I surveyed my surroundings from my new place in the tank. Blackness was everywhere and broken only by a tracer round streaking through the night or from an occasional grenade flash nearby. “More ammo!” I yelled, my voice scratchy. I was practicing my killing skills. Early in my military career I’d gotten used to the fact that I would spend a ridiculous amount of time practicing killing on various ranges. There were dozens of weapons to qualify

for. This particular range was designed to allow gunners time on the turret of a Humvee, time to become familiar with the feel of weapons firing in their hands. It’s a powerful feeling to have a weapon at your command. It’s liberating and suffocating.

I loaded my weapon with a belt of ammo and closed the feed tray. The butt stock was smooth under my gloved hand. I felt for the best grip and hand placement around the gun. The range was surprisingly quiet. Gunners ceased fire. I placed my weapon onto the trigger and identified my target. I imagined the tanks in the distance to be the enemy; people who wanted me dead. I never felt rage like some soldiers did when they thought about the enemy. I didn’t feel much of anything about the enemy really. Was this a sign of cold- heartedness, or, a coping mechanism? I’m not sure it mattered either way.

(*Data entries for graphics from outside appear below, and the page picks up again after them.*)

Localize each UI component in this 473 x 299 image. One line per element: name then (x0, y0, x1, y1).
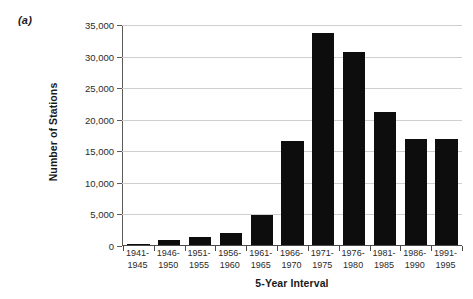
bar (374, 112, 396, 245)
bar (251, 215, 273, 245)
y-tick-label: 10,000 (85, 177, 114, 188)
plot-area: 05,00010,00015,00020,00025,00030,00035,0… (122, 25, 462, 246)
x-tick-label-line: 1985 (369, 260, 400, 272)
y-tick-mark (117, 183, 122, 184)
x-tick-label-line: 1981- (369, 248, 400, 260)
x-tick-label: 1986-1990 (399, 248, 430, 271)
x-tick-label-line: 1995 (430, 260, 461, 272)
gridline (122, 246, 462, 247)
bar (343, 52, 365, 245)
x-tick-label-line: 1991- (430, 248, 461, 260)
bar (405, 139, 427, 245)
y-tick-label: 35,000 (85, 20, 114, 31)
x-tick-label: 1981-1985 (369, 248, 400, 271)
y-tick-mark (117, 214, 122, 215)
x-tick-label: 1956-1960 (214, 248, 245, 271)
bar (127, 244, 149, 245)
bar (220, 233, 242, 245)
y-tick-label: 0 (109, 241, 114, 252)
y-tick-mark (117, 25, 122, 26)
bar (158, 240, 180, 245)
x-tick-label-line: 1945 (122, 260, 153, 272)
x-tick-mark (462, 246, 463, 251)
bar (435, 139, 457, 245)
bar (312, 33, 334, 245)
x-tick-label-line: 1951- (184, 248, 215, 260)
x-tick-label-line: 1946- (153, 248, 184, 260)
y-tick-mark (117, 246, 122, 247)
x-tick-label-line: 1965 (245, 260, 276, 272)
x-tick-label: 1971-1975 (307, 248, 338, 271)
x-tick-label-line: 1980 (338, 260, 369, 272)
x-tick-label: 1976-1980 (338, 248, 369, 271)
y-tick-label: 25,000 (85, 83, 114, 94)
x-axis-labels: 1941-19451946-19501951-19551956-19601961… (122, 248, 462, 278)
bar (189, 237, 211, 245)
x-tick-label-line: 1956- (214, 248, 245, 260)
y-tick-label: 5,000 (90, 209, 114, 220)
x-tick-label-line: 1966- (276, 248, 307, 260)
y-tick-label: 20,000 (85, 114, 114, 125)
y-tick-mark (117, 88, 122, 89)
x-axis-title: 5-Year Interval (122, 277, 462, 289)
x-tick-label-line: 1986- (399, 248, 430, 260)
x-tick-label: 1946-1950 (153, 248, 184, 271)
x-tick-label-line: 1976- (338, 248, 369, 260)
y-tick-label: 30,000 (85, 51, 114, 62)
x-tick-label: 1961-1965 (245, 248, 276, 271)
y-tick-mark (117, 120, 122, 121)
y-tick-label: 15,000 (85, 146, 114, 157)
x-tick-label-line: 1971- (307, 248, 338, 260)
x-tick-label: 1966-1970 (276, 248, 307, 271)
x-tick-label: 1991-1995 (430, 248, 461, 271)
panel-label: (a) (18, 14, 32, 26)
x-tick-label-line: 1990 (399, 260, 430, 272)
x-tick-label-line: 1941- (122, 248, 153, 260)
x-tick-label-line: 1955 (184, 260, 215, 272)
bar (281, 141, 303, 245)
x-tick-label: 1941-1945 (122, 248, 153, 271)
y-tick-mark (117, 151, 122, 152)
x-tick-label-line: 1970 (276, 260, 307, 272)
x-tick-label-line: 1961- (245, 248, 276, 260)
y-axis-title: Number of Stations (44, 42, 62, 222)
x-tick-label-line: 1960 (214, 260, 245, 272)
x-tick-label: 1951-1955 (184, 248, 215, 271)
x-tick-label-line: 1975 (307, 260, 338, 272)
x-tick-label-line: 1950 (153, 260, 184, 272)
y-tick-mark (117, 57, 122, 58)
bar-series (123, 25, 462, 245)
y-axis-title-text: Number of Stations (47, 83, 59, 182)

The cadre jumped on top of the hood and inspected the weapon to make sure I’d loaded it correctly. I waited for the magic words, my finger on the trigger. “Enemy tank in the open, 400 meters, 12 o’clock. Identified. Engaged.” Pulling back in one smooth motion against the trigger weld, bullets exploded from the barrel into the night. The only indicator that I had actually hit my target was the cascade of brilliant sparks that illuminated the berms on the lane. Five to seven round bursts were the standard for the M249 SAW and to count this number in my head I chanted the words, “Die, motherfucker, die. Die, motherfucker, die.”

Finally, I ran out of ammo. The barrel of the weapon glowed a faint orange, and raindrops made slight sizzling noises as they fell onto the hot metal. The cadre barked for me to clear the weapon of bullets, but it was already done. I exited the turret and the next soldier made his way up to repeat the same drill. I sat in the seat he’d just vacated in my body armor and listened to the music of the battlefield. A grenade’s flash lit up the dark sky like lightening. It was just enough light to see the silhouette of an abandoned tank off in the distance. Raindrops beat against my armor and made small clinking noises against the metal. I thought about the first time I shot a weapon in Basic Training. My M16 was old and beat up, but got the job done. At first, I was afraid of the rifle’s weight and of what the weapon could do. But it wasn’t long until I realized that a weapon is servant to its handler. A weapon will only do what it is told to do.